Carl-Daniel Hailfinger c-d.hailfinger.devel.2006@gmx.net writes:
On 20.07.2008 22:57, ron minnich wrote:
On Wed, Jul 16, 2008 at 6:47 PM, Kevin O'Connor kevin@koconnor.net wrote:
Hi Myles,
On Wed, Jul 16, 2008 at 07:29:29PM -0600, Myles Watson wrote:
Finding the option roms is easy - they are located between 0xc0000 and 0xe0000 and are 2KiB aligned.
That can be true after Coreboot copies them there. Devices which have option ROMs on the card are located somewhere in the PCI address space until they are copied. On-board devices have their option ROMs contained somewhere in the BIOS chip.
Right.
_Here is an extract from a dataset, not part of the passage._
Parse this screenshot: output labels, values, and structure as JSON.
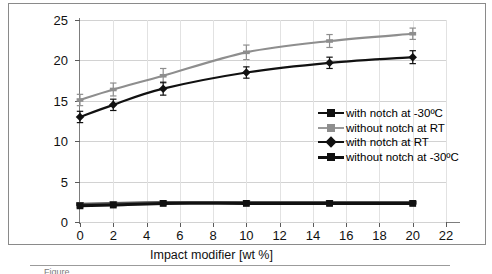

I'm a proponent of having coreboot be responsible for copying the option roms to their locations in ram. Once coreboot loads the option roms then seabios can easily locate and run them
you're assuming they would all fit at one time into 64k. Not necessarily the case. What has to happen is copy (or map) the rom, run it, remove it, and so on. At least that's how I remember it working. It was easier in the emulator as the copy step is not needed.
If any of the option ROMs install interrupt handlers (video etc.) they may have to remain in memory after being run.
The space for options ROMS is 3*64K or 192K 0xc0000 0xd0000 0xe0000 with 0xf0000 consumed by the BIOS.
Further a well behaved option ROM will trim it's size after initialization which allows you to pack in even more.
For coreboot this is a don't care. For SEABIOS it is interesting.